CSEE Ph.D. student Kavita Krishnaswamy was featured in a recent CNN story, Will robots help the bedridden see the world?. She has been getting a lot of visibility in the last few months via a collaboration with Suitable Technologies, a Palo Alto based company that makes ‘telepresence robots’. They loaned the department one of their high-end Beam systems last Fall to use in our robotics related research, lead by professors Tim Oates and Cynthia Matuszek, and have been inviting Kavita to use their systems in various ways.

For example she presented her dissertation proposal in December via Beam, participated in a panel at the Consumer Electronics Show show in January, has been visiting museums via Beam this month, helped lead a debate on the ethics of brain-computer interfaces this past Monday, and will take part in in a SWSX panel in March.

Here is an excerpt from the CNN story:

“A PhD candidate at the University of Maryland, Baltimore County, Krishnaswamy has spinal muscular atrophy and requires assistance 24 hours a day. She was able to make the museum trips using a Beam telepresence robot — a remotely controlled 16-inch screen mounted five feet above motorized wheels.

“I really enjoy the autonomy. It allows me to focus in on the things I want to see,” said Krishnaswamy. “And it’s not controlled by somebody else. I really like being independent.”

Since her first experience using a Beam to attend a computing conference in Seattle, Krishnaswamy says her life has changed drastically. She has more confidence and her calendar is suddenly filled. In a single day this week, she will take part in a debate on her campus, drop in on the Mobile World Congress in Barcelona, and be in Washington D.C. for the Human Robot Interaction conference.

Krishnaswamy has never had the ability to stand. The Beam puts her at eye-level and gives her a new perspective on the world, she says.”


▶ **What the task asks**
All of the entries should be returned without a single change.

▶ **Recorded information**
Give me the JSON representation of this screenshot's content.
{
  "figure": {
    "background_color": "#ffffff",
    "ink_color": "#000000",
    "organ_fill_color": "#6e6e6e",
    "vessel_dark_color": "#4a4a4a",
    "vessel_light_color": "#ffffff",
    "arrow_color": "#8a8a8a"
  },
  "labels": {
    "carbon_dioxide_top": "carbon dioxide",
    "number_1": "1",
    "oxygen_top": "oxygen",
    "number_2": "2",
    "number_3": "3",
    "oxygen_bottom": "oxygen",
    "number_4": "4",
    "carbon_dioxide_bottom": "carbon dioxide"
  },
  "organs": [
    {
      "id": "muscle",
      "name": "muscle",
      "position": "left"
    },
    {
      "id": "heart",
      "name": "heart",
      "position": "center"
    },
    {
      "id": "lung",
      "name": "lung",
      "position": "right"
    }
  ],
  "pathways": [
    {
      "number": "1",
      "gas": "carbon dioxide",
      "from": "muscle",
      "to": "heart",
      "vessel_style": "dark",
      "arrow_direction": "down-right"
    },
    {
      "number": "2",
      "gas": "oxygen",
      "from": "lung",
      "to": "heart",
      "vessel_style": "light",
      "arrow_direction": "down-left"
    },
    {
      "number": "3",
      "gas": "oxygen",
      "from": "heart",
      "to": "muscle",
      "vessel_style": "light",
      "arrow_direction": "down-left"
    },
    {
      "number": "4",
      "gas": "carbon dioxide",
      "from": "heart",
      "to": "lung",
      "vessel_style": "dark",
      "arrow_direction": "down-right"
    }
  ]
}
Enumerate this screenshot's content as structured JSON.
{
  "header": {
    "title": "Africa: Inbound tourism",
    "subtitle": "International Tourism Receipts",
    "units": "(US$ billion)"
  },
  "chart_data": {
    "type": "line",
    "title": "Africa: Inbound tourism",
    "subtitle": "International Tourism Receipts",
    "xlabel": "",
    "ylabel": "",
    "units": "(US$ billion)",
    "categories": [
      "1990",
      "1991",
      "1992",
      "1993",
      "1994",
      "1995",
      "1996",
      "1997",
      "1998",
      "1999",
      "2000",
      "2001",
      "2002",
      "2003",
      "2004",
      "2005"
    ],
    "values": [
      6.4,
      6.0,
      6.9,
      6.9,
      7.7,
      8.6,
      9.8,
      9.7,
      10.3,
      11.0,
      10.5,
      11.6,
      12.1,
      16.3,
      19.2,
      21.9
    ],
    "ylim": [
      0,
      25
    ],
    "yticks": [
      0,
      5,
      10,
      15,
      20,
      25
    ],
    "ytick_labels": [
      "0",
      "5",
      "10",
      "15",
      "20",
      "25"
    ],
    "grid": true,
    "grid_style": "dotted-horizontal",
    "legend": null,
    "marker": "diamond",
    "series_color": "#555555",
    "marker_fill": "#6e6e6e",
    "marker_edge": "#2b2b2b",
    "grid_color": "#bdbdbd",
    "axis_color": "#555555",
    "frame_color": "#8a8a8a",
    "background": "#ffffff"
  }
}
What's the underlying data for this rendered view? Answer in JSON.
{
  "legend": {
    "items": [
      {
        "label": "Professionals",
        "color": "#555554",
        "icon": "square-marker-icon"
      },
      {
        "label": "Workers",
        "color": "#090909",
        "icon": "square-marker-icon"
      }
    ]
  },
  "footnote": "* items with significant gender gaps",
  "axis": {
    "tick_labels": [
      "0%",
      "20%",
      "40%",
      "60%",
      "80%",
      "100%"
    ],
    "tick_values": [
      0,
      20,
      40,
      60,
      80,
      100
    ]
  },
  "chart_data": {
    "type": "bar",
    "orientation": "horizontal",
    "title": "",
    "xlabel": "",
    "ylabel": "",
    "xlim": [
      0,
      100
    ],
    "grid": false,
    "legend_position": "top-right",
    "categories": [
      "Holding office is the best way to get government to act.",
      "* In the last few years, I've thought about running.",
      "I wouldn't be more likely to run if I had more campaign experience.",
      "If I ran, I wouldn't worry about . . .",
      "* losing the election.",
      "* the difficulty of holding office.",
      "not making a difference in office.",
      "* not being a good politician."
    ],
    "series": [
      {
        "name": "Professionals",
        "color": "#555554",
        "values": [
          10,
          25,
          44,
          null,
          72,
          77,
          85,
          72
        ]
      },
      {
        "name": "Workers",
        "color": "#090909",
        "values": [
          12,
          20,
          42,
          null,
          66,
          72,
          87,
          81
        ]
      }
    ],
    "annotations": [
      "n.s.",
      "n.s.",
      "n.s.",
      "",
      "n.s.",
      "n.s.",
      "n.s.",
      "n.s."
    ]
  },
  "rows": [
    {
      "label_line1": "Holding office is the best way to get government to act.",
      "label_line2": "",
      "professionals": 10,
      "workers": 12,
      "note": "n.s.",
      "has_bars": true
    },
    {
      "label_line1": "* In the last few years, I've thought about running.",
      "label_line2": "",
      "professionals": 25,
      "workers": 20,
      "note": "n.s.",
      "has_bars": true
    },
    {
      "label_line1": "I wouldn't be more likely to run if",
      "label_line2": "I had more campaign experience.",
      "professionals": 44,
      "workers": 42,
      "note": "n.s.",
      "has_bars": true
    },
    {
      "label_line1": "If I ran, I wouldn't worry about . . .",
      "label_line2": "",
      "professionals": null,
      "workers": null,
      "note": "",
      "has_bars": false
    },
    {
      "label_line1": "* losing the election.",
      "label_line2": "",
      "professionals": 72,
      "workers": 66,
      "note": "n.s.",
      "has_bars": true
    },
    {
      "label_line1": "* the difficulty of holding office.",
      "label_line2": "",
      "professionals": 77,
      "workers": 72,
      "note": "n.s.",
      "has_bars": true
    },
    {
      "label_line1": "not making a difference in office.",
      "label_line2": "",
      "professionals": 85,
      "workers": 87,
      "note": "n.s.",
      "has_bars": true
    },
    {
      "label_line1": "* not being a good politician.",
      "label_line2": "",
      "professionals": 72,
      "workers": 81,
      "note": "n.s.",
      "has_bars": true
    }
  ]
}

▶ **Written solution**
Give me the JSON representation of this screenshot's content.
{
  "figure": {
    "background_color": "#ffffff",
    "ink_color": "#000000",
    "organ_fill_color": "#6e6e6e",
    "vessel_dark_color": "#4a4a4a",
    "vessel_light_color": "#ffffff",
    "arrow_color": "#8a8a8a"
  },
  "labels": {
    "carbon_dioxide_top": "carbon dioxide",
    "number_1": "1",
    "oxygen_top": "oxygen",
    "number_2": "2",
    "number_3": "3",
    "oxygen_bottom": "oxygen",
    "number_4": "4",
    "carbon_dioxide_bottom": "carbon dioxide"
  },
  "organs": [
    {
      "id": "muscle",
      "name": "muscle",
      "position": "left"
    },
    {
      "id": "heart",
      "name": "heart",
      "position": "center"
    },
    {
      "id": "lung",
      "name": "lung",
      "position": "right"
    }
  ],
  "pathways": [
    {
      "number": "1",
      "gas": "carbon dioxide",
      "from": "muscle",
      "to": "heart",
      "vessel_style": "dark",
      "arrow_direction": "down-right"
    },
    {
      "number": "2",
      "gas": "oxygen",
      "from": "lung",
      "to": "heart",
      "vessel_style": "light",
      "arrow_direction": "down-left"
    },
    {
      "number": "3",
      "gas": "oxygen",
      "from": "heart",
      "to": "muscle",
      "vessel_style": "light",
      "arrow_direction": "down-left"
    },
    {
      "number": "4",
      "gas": "carbon dioxide",
      "from": "heart",
      "to": "lung",
      "vessel_style": "dark",
      "arrow_direction": "down-right"
    }
  ]
}
Enumerate this screenshot's content as structured JSON.
{
  "header": {
    "title": "Africa: Inbound tourism",
    "subtitle": "International Tourism Receipts",
    "units": "(US$ billion)"
  },
  "chart_data": {
    "type": "line",
    "title": "Africa: Inbound tourism",
    "subtitle": "International Tourism Receipts",
    "xlabel": "",
    "ylabel": "",
    "units": "(US$ billion)",
    "categories": [
      "1990",
      "1991",
      "1992",
      "1993",
      "1994",
      "1995",
      "1996",
      "1997",
      "1998",
      "1999",
      "2000",
      "2001",
      "2002",
      "2003",
      "2004",
      "2005"
    ],
    "values": [
      6.4,
      6.0,
      6.9,
      6.9,
      7.7,
      8.6,
      9.8,
      9.7,
      10.3,
      11.0,
      10.5,
      11.6,
      12.1,
      16.3,
      19.2,
      21.9
    ],
    "ylim": [
      0,
      25
    ],
    "yticks": [
      0,
      5,
      10,
      15,
      20,
      25
    ],
    "ytick_labels": [
      "0",
      "5",
      "10",
      "15",
      "20",
      "25"
    ],
    "grid": true,
    "grid_style": "dotted-horizontal",
    "legend": null,
    "marker": "diamond",
    "series_color": "#555555",
    "marker_fill": "#6e6e6e",
    "marker_edge": "#2b2b2b",
    "grid_color": "#bdbdbd",
    "axis_color": "#555555",
    "frame_color": "#8a8a8a",
    "background": "#ffffff"
  }
}
What's the underlying data for this rendered view? Answer in JSON.
{
  "legend": {
    "items": [
      {
        "label": "Professionals",
        "color": "#555554",
        "icon": "square-marker-icon"
      },
      {
        "label": "Workers",
        "color": "#090909",
        "icon": "square-marker-icon"
      }
    ]
  },
  "footnote": "* items with significant gender gaps",
  "axis": {
    "tick_labels": [
      "0%",
      "20%",
      "40%",
      "60%",
      "80%",
      "100%"
    ],
    "tick_values": [
      0,
      20,
      40,
      60,
      80,
      100
    ]
  },
  "chart_data": {
    "type": "bar",
    "orientation": "horizontal",
    "title": "",
    "xlabel": "",
    "ylabel": "",
    "xlim": [
      0,
      100
    ],
    "grid": false,
    "legend_position": "top-right",
    "categories": [
      "Holding office is the best way to get government to act.",
      "* In the last few years, I've thought about running.",
      "I wouldn't be more likely to run if I had more campaign experience.",
      "If I ran, I wouldn't worry about . . .",
      "* losing the election.",
      "* the difficulty of holding office.",
      "not making a difference in office.",
      "* not being a good politician."
    ],
    "series": [
      {
        "name": "Professionals",
        "color": "#555554",
        "values": [
          10,
          25,
          44,
          null,
          72,
          77,
          85,
          72
        ]
      },
      {
        "name": "Workers",
        "color": "#090909",
        "values": [
          12,
          20,
          42,
          null,
          66,
          72,
          87,
          81
        ]
      }
    ],
    "annotations": [
      "n.s.",
      "n.s.",
      "n.s.",
      "",
      "n.s.",
      "n.s.",
      "n.s.",
      "n.s."
    ]
  },
  "rows": [
    {
      "label_line1": "Holding office is the best way to get government to act.",
      "label_line2": "",
      "professionals": 10,
      "workers": 12,
      "note": "n.s.",
      "has_bars": true
    },
    {
      "label_line1": "* In the last few years, I've thought about running.",
      "label_line2": "",
      "professionals": 25,
      "workers": 20,
      "note": "n.s.",
      "has_bars": true
    },
    {
      "label_line1": "I wouldn't be more likely to run if",
      "label_line2": "I had more campaign experience.",
      "professionals": 44,
      "workers": 42,
      "note": "n.s.",
      "has_bars": true
    },
    {
      "label_line1": "If I ran, I wouldn't worry about . . .",
      "label_line2": "",
      "professionals": null,
      "workers": null,
      "note": "",
      "has_bars": false
    },
    {
      "label_line1": "* losing the election.",
      "label_line2": "",
      "professionals": 72,
      "workers": 66,
      "note": "n.s.",
      "has_bars": true
    },
    {
      "label_line1": "* the difficulty of holding office.",
      "label_line2": "",
      "professionals": 77,
      "workers": 72,
      "note": "n.s.",
      "has_bars": true
    },
    {
      "label_line1": "not making a difference in office.",
      "label_line2": "",
      "professionals": 85,
      "workers": 87,
      "note": "n.s.",
      "has_bars": true
    },
    {
      "label_line1": "* not being a good politician.",
      "label_line2": "",
      "professionals": 72,
      "workers": 81,
      "note": "n.s.",
      "has_bars": true
    }
  ]
}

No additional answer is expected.